JSON.stringify() has a built-in way to produce formatted, indented output — most developers just never use the third argument. This guide covers pretty-printing JSON in JavaScript, plus the lesser-known replacer and key-sorting tricks.
The indent argument
The third parameter of JSON.stringify(value, replacer, space) controls indentation:
const data = { name: "Alice", roles: ["admin"] };
JSON.stringify(data);
// {"name":"Alice","roles":["admin"]}
JSON.stringify(data, null, 2);
// {
// "name": "Alice",
// "roles": [
// "admin"
// ]
// }Two spaces is the most common choice. Use a string like "\t" for tab indentation.
The replacer argument
The second argument filters or transforms values. Pass an array of keys to keep only those:
JSON.stringify(user, ["id", "name"], 2);Or a function to transform each value:
JSON.stringify(data, (key, value) =>
typeof value === "string" ? value.toUpperCase() : value
, 2);Sorting keys alphabetically
function sortedStringify(obj) {
const keys = new Set();
JSON.stringify(obj, (k, v) => (keys.add(k), v));
return JSON.stringify(obj, Array.from(keys).sort(), 2);
}Format JSON without writing code
Paste your JSON and get it beautifully indented instantly — plus sort keys, minify, and validate. Free and private.
Handling circular references
Self-referencing objects throw TypeError: Converting circular structure to JSON. Track seen objects:
function safeStringify(obj) {
const seen = new WeakSet();
return JSON.stringify(obj, (k, v) => {
if (typeof v === "object" && v !== null) {
if (seen.has(v)) return "[Circular]";
seen.add(v);
}
return v;
}, 2);
}Common gotchas
undefined, functions, and symbols are omitted from objects and becomenullin arrays.Dateobjects serialize to ISO strings.BigIntthrows — convert to a string first.- Minify (no spacing argument) before sending over the network.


**What is required**
Write out the data word for word, taking care that no picture is carried over.
#### Given entries ####
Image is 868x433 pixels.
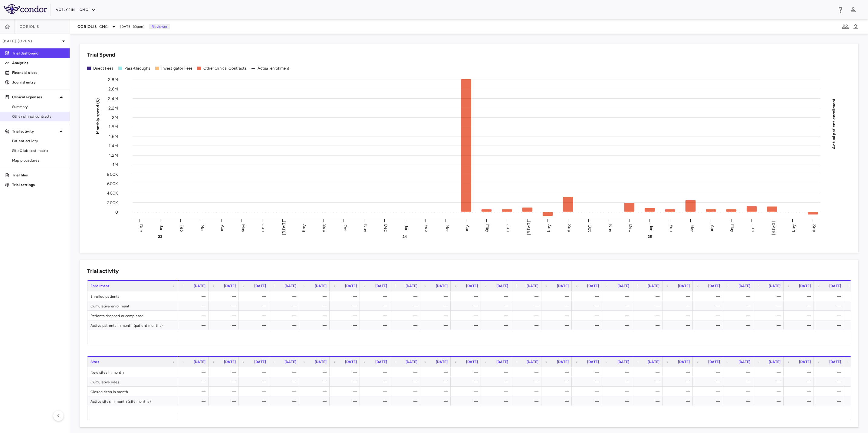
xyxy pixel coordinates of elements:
[789,320,811,330] div: —
[456,367,478,377] div: —
[12,182,64,188] p: Trial settings
[224,284,236,288] span: [DATE]
[93,66,113,71] div: Direct Fees
[486,387,508,397] div: —
[335,320,357,330] div: —
[678,360,690,364] span: [DATE]
[365,301,387,311] div: —
[4,4,47,14] img: logo-full-BYUhSk78.svg
[728,311,750,320] div: —
[383,224,389,232] text: Dec
[517,311,538,320] div: —
[200,224,205,232] text: Mar
[107,181,118,186] tspan: 600K
[628,224,633,232] text: Dec
[496,360,508,364] span: [DATE]
[3,38,60,44] p: [DATE] (Open)
[305,387,327,397] div: —
[638,377,660,387] div: —
[254,284,266,288] span: [DATE]
[456,301,478,311] div: —
[88,367,178,377] div: New sites in month
[244,320,266,330] div: —
[426,320,447,330] div: —
[184,292,205,301] div: —
[799,360,811,364] span: [DATE]
[12,148,64,153] span: Site & lab cost matrix
[402,235,407,239] text: 24
[547,301,569,311] div: —
[184,397,205,406] div: —
[768,360,780,364] span: [DATE]
[214,301,236,311] div: —
[424,224,429,232] text: Feb
[577,377,599,387] div: —
[608,387,629,397] div: —
[444,224,450,232] text: Mar
[587,360,599,364] span: [DATE]
[12,114,64,120] span: Other clinical contracts
[375,284,387,288] span: [DATE]
[109,153,118,158] tspan: 1.2M
[456,387,478,397] div: —
[819,292,841,301] div: —
[547,377,569,387] div: —
[244,311,266,320] div: —
[19,24,39,29] span: Coriolis
[244,301,266,311] div: —
[638,320,660,330] div: —
[107,200,118,205] tspan: 200K
[109,134,118,139] tspan: 1.6M
[244,377,266,387] div: —
[88,301,178,310] div: Cumulative enrollment
[244,397,266,406] div: —
[638,292,660,301] div: —
[698,320,720,330] div: —
[668,301,690,311] div: —
[275,367,296,377] div: —
[730,224,735,232] text: May
[88,311,178,320] div: Patients dropped or completed
[220,225,225,232] text: Apr
[728,387,750,397] div: —
[768,284,780,288] span: [DATE]
[577,320,599,330] div: —
[638,311,660,320] div: —
[78,24,97,29] span: Coriolis
[557,284,569,288] span: [DATE]
[305,311,327,320] div: —
[100,24,108,29] span: CMC
[88,377,178,387] div: Cumulative sites
[87,51,115,59] h6: Trial Spend
[87,267,119,275] h6: Trial activity
[758,292,780,301] div: —
[618,284,629,288] span: [DATE]
[184,367,205,377] div: —
[107,171,118,176] tspan: 800K
[109,143,118,148] tspan: 1.4M
[12,129,58,134] p: Trial activity
[275,311,296,320] div: —
[12,94,58,100] p: Clinical expenses
[244,292,266,301] div: —
[728,377,750,387] div: —
[406,360,417,364] span: [DATE]
[547,320,569,330] div: —
[125,66,150,71] div: Pass-throughs
[426,367,447,377] div: —
[638,387,660,397] div: —
[285,284,296,288] span: [DATE]
[819,367,841,377] div: —
[668,320,690,330] div: —
[345,284,357,288] span: [DATE]
[608,377,629,387] div: —
[335,377,357,387] div: —
[12,51,64,56] p: Trial dashboard
[812,224,817,232] text: Sep
[690,224,695,232] text: Mar
[547,292,569,301] div: —
[365,367,387,377] div: —
[456,377,478,387] div: —
[184,387,205,397] div: —
[244,367,266,377] div: —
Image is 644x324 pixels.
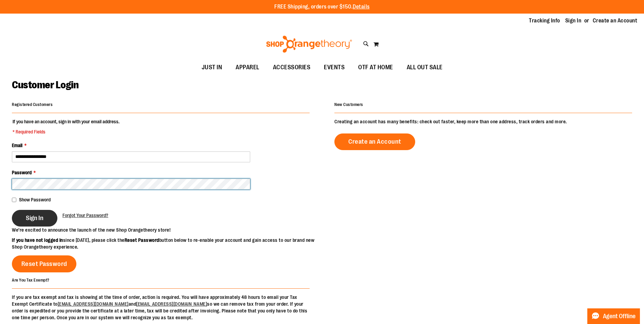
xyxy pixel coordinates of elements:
[529,17,560,24] a: Tracking Info
[58,301,128,306] a: [EMAIL_ADDRESS][DOMAIN_NAME]
[12,102,53,107] strong: Registered Customers
[136,301,207,306] a: [EMAIL_ADDRESS][DOMAIN_NAME]
[348,138,401,145] span: Create an Account
[334,134,415,150] a: Create an Account
[62,212,108,219] a: Forgot Your Password?
[12,128,120,135] span: * Required Fields
[236,60,259,75] span: APPAREL
[12,255,76,272] a: Reset Password
[19,197,50,202] span: Show Password
[12,118,120,135] legend: If you have an account, sign in with your email address.
[12,237,322,250] p: since [DATE], please click the button below to re-enable your account and gain access to our bran...
[26,214,43,222] span: Sign In
[265,36,353,53] img: Shop Orangetheory
[587,308,640,324] button: Agent Offline
[62,213,108,218] span: Forgot Your Password?
[324,60,345,75] span: EVENTS
[407,60,443,75] span: ALL OUT SALE
[273,60,310,75] span: ACCESSORIES
[12,226,322,233] p: We’re excited to announce the launch of the new Shop Orangetheory store!
[125,237,159,243] strong: Reset Password
[603,313,635,319] span: Agent Offline
[352,4,370,10] a: Details
[358,60,393,75] span: OTF AT HOME
[565,17,581,24] a: Sign In
[274,3,370,11] p: FREE Shipping, orders over $150.
[593,17,638,24] a: Create an Account
[12,143,22,148] span: Email
[12,79,79,91] span: Customer Login
[334,102,363,107] strong: New Customers
[201,60,222,75] span: JUST IN
[334,118,632,125] p: Creating an account has many benefits: check out faster, keep more than one address, track orders...
[12,277,49,282] strong: Are You Tax Exempt?
[12,237,63,243] strong: If you have not logged in
[12,293,310,321] p: If you are tax exempt and tax is showing at the time of order, action is required. You will have ...
[12,170,31,175] span: Password
[21,260,67,268] span: Reset Password
[12,210,57,226] button: Sign In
####
**Answer box**
Image is 868x433 pixels.
xyxy pixel coordinates of elements:
[789,320,811,330] div: —
[456,367,478,377] div: —
[12,182,64,188] p: Trial settings
[224,284,236,288] span: [DATE]
[93,66,113,71] div: Direct Fees
[486,387,508,397] div: —
[335,320,357,330] div: —
[678,360,690,364] span: [DATE]
[365,301,387,311] div: —
[4,4,47,14] img: logo-full-BYUhSk78.svg
[728,311,750,320] div: —
[383,224,389,232] text: Dec
[517,311,538,320] div: —
[200,224,205,232] text: Mar
[107,181,118,186] tspan: 600K
[628,224,633,232] text: Dec
[496,360,508,364] span: [DATE]
[3,38,60,44] p: [DATE] (Open)
[305,387,327,397] div: —
[638,377,660,387] div: —
[254,284,266,288] span: [DATE]
[456,301,478,311] div: —
[88,367,178,377] div: New sites in month
[244,320,266,330] div: —
[426,320,447,330] div: —
[184,292,205,301] div: —
[799,360,811,364] span: [DATE]
[12,148,64,153] span: Site & lab cost matrix
[402,235,407,239] text: 24
[547,301,569,311] div: —
[184,397,205,406] div: —
[768,360,780,364] span: [DATE]
[214,301,236,311] div: —
[424,224,429,232] text: Feb
[577,377,599,387] div: —
[608,387,629,397] div: —
[444,224,450,232] text: Mar
[587,360,599,364] span: [DATE]
[12,114,64,120] span: Other clinical contracts
[375,284,387,288] span: [DATE]
[109,153,118,158] tspan: 1.2M
[456,387,478,397] div: —
[819,292,841,301] div: —
[547,377,569,387] div: —
[244,311,266,320] div: —
[19,24,39,29] span: Coriolis
[244,301,266,311] div: —
[638,320,660,330] div: —
[107,200,118,205] tspan: 200K
[109,134,118,139] tspan: 1.6M
[244,377,266,387] div: —
[88,301,178,310] div: Cumulative enrollment
[244,397,266,406] div: —
[638,292,660,301] div: —
[698,320,720,330] div: —
[668,301,690,311] div: —
[275,367,296,377] div: —
[730,224,735,232] text: May
[88,311,178,320] div: Patients dropped or completed
[220,225,225,232] text: Apr
[728,387,750,397] div: —
[768,284,780,288] span: [DATE]
[577,320,599,330] div: —
[638,311,660,320] div: —
[78,24,97,29] span: Coriolis
[557,284,569,288] span: [DATE]
[305,311,327,320] div: —
[100,24,108,29] span: CMC
[88,377,178,387] div: Cumulative sites
[87,51,115,59] h6: Trial Spend
[87,267,119,275] h6: Trial activity
[758,292,780,301] div: —
[618,284,629,288] span: [DATE]
[184,367,205,377] div: —
[107,171,118,176] tspan: 800K
[109,143,118,148] tspan: 1.4M
[12,129,58,134] p: Trial activity
[275,311,296,320] div: —
[12,94,58,100] p: Clinical expenses
[244,292,266,301] div: —
[728,377,750,387] div: —
[406,360,417,364] span: [DATE]
[547,320,569,330] div: —
[125,66,150,71] div: Pass-throughs
[426,367,447,377] div: —
[638,387,660,397] div: —
[285,284,296,288] span: [DATE]
[819,367,841,377] div: —
[668,320,690,330] div: —
[345,284,357,288] span: [DATE]
[608,377,629,387] div: —
[335,377,357,387] div: —
[12,51,64,56] p: Trial dashboard
[812,224,817,232] text: Sep
[690,224,695,232] text: Mar
[547,292,569,301] div: —
[365,367,387,377] div: —
[456,377,478,387] div: —
[184,387,205,397] div: —
[244,367,266,377] div: —
Image is 644x324 pixels.
xyxy pixel coordinates of elements:
[529,17,560,24] a: Tracking Info
[58,301,128,306] a: [EMAIL_ADDRESS][DOMAIN_NAME]
[12,102,53,107] strong: Registered Customers
[136,301,207,306] a: [EMAIL_ADDRESS][DOMAIN_NAME]
[348,138,401,145] span: Create an Account
[334,134,415,150] a: Create an Account
[62,212,108,219] a: Forgot Your Password?
[12,128,120,135] span: * Required Fields
[236,60,259,75] span: APPAREL
[12,255,76,272] a: Reset Password
[19,197,50,202] span: Show Password
[12,118,120,135] legend: If you have an account, sign in with your email address.
[12,237,322,250] p: since [DATE], please click the button below to re-enable your account and gain access to our bran...
[26,214,43,222] span: Sign In
[265,36,353,53] img: Shop Orangetheory
[587,308,640,324] button: Agent Offline
[62,213,108,218] span: Forgot Your Password?
[324,60,345,75] span: EVENTS
[407,60,443,75] span: ALL OUT SALE
[273,60,310,75] span: ACCESSORIES
[12,226,322,233] p: We’re excited to announce the launch of the new Shop Orangetheory store!
[125,237,159,243] strong: Reset Password
[603,313,635,319] span: Agent Offline
[352,4,370,10] a: Details
[358,60,393,75] span: OTF AT HOME
[565,17,581,24] a: Sign In
[274,3,370,11] p: FREE Shipping, orders over $150.
[593,17,638,24] a: Create an Account
[12,143,22,148] span: Email
[12,79,79,91] span: Customer Login
[334,102,363,107] strong: New Customers
[201,60,222,75] span: JUST IN
[334,118,632,125] p: Creating an account has many benefits: check out faster, keep more than one address, track orders...
[12,277,49,282] strong: Are You Tax Exempt?
[12,237,63,243] strong: If you have not logged in
[12,293,310,321] p: If you are tax exempt and tax is showing at the time of order, action is required. You will have ...
[12,170,31,175] span: Password
[21,260,67,268] span: Reset Password
[12,210,57,226] button: Sign In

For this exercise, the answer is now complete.